By David K. Shipler
Will you
get good lawyering if you can’t afford it? Maybe, depending on where you’ve
been charged. The quality of your legal defense will be determined, like the
value of real estate, by three factors: location, location, and location.
Fifty years
today, the Supreme Court ruled unanimously in Gideon v. Wainwright that indigent defendants are denied their
Sixth-Amendment guarantee of “the Assistance of Counsel” unless government provides
them with lawyers. In practice, however, the effect of the ruling has been very
spotty, creating a patchwork across the country. You’re better off in
Washington, D.C., for example, than in parts of Texas and Georgia; anywhere in
Alabama; and certain counties of New York, Michigan, and Pennsylvania. You’re
usually more fortunate in federal than in state courts, and in local
jurisdictions where indigent defense is funded by states rather than counties.
Ask Anthony
Ray Hinton. He has been sitting on Alabama’s death row since 1986, when his
court-appointed lawyer was given only $500 to hire a reputable firearms expert
to dispute the questionable findings of a police lab. The “expert” he found on
the cheap, a one-eyed retired engineer who couldn’t operate a comparison
microscope, had jurors laughing in ridicule.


### DESCRIPTION OF THE TASK
None of the pictures should appear; the lines from the line containing "Where can I find <b>tree</b>?" through the last line of the listing must be repeated exactly.

### DATASET CONTENT
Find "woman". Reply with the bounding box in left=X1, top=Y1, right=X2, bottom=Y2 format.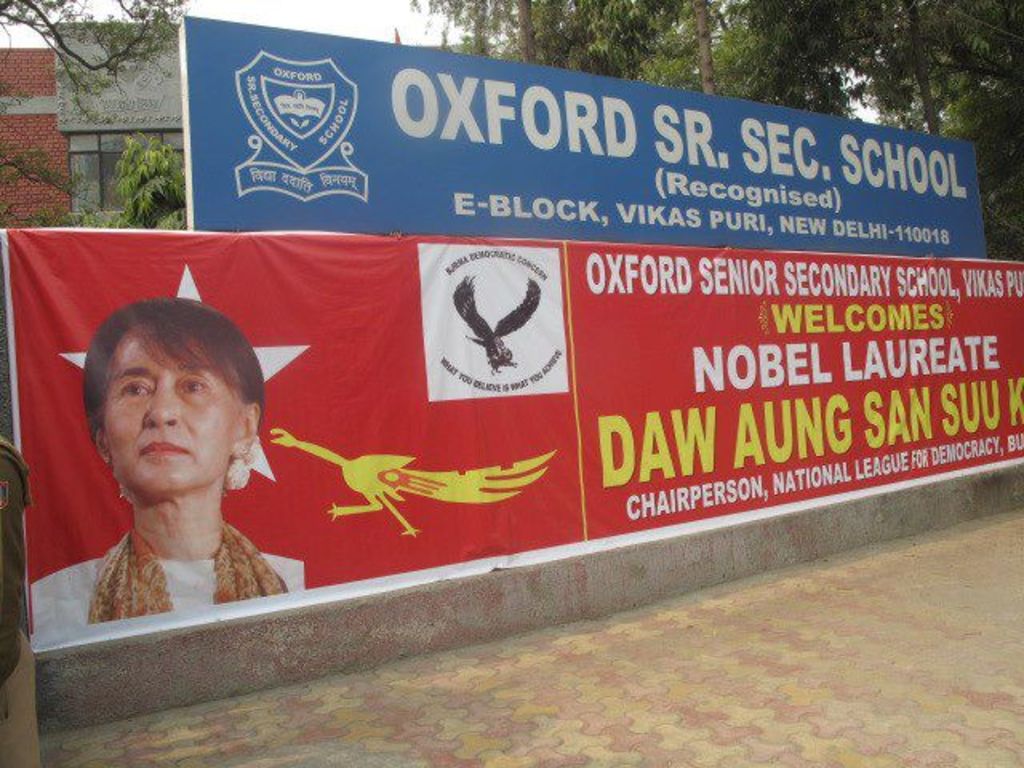
left=32, top=285, right=317, bottom=632.
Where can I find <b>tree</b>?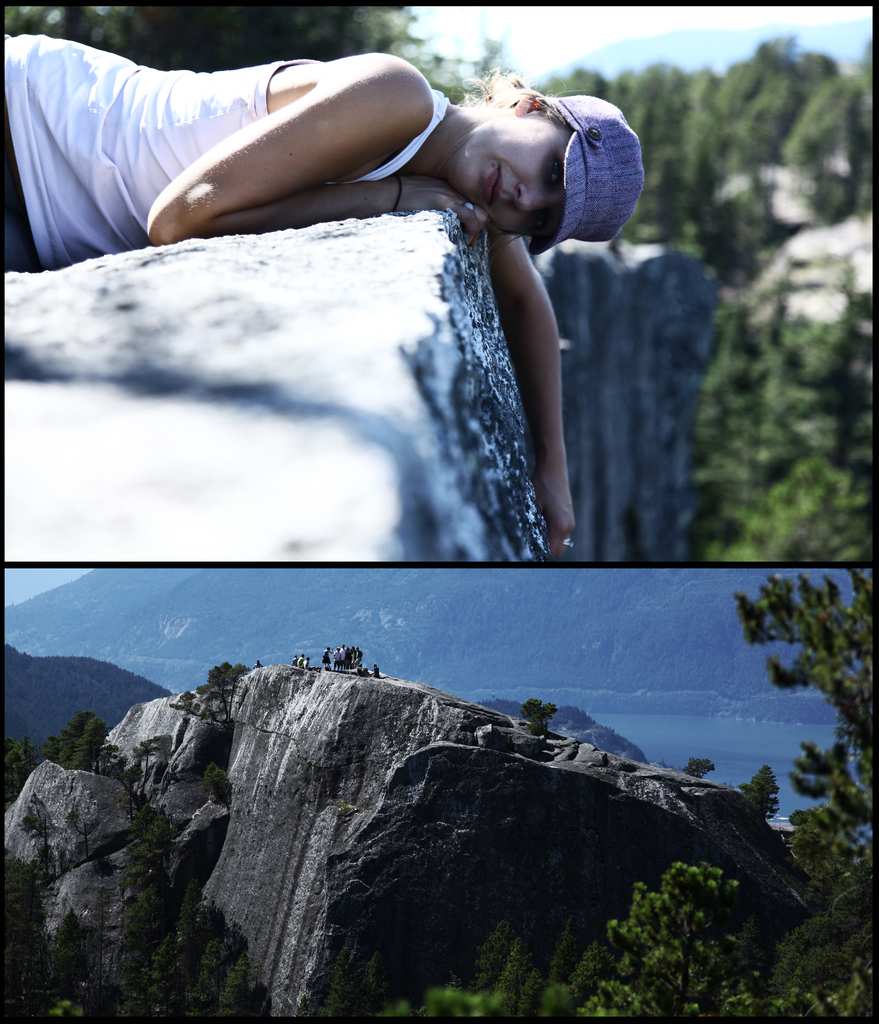
You can find it at x1=723, y1=56, x2=823, y2=173.
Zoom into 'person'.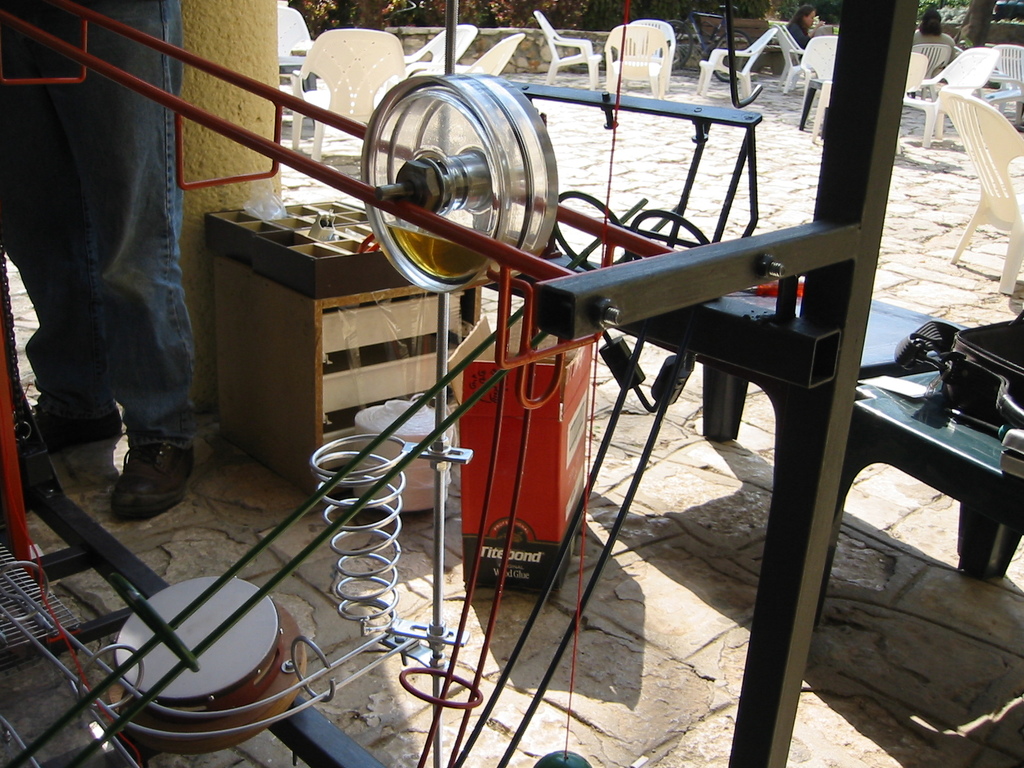
Zoom target: x1=913 y1=8 x2=956 y2=86.
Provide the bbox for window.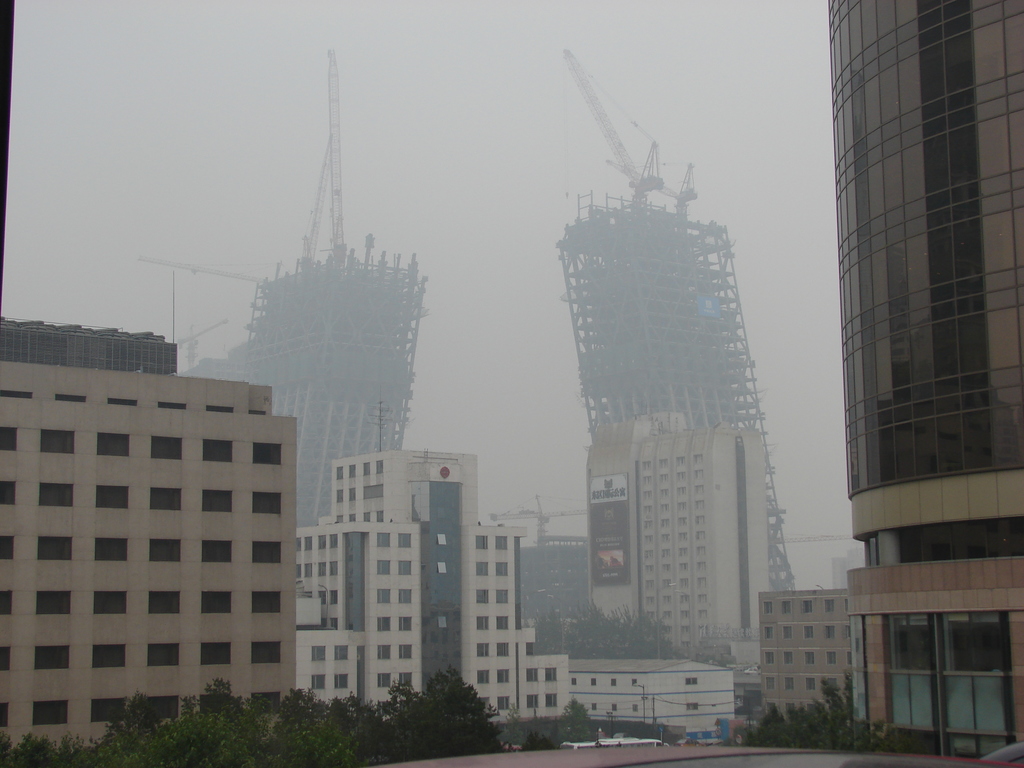
crop(348, 511, 358, 524).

### RESPONSE
Where can I find <b>tree</b>?
You can find it at x1=723, y1=56, x2=823, y2=173.
Zoom into 'person'.
Zoom target: x1=913 y1=8 x2=956 y2=86.
Provide the bbox for window.
crop(348, 511, 358, 524).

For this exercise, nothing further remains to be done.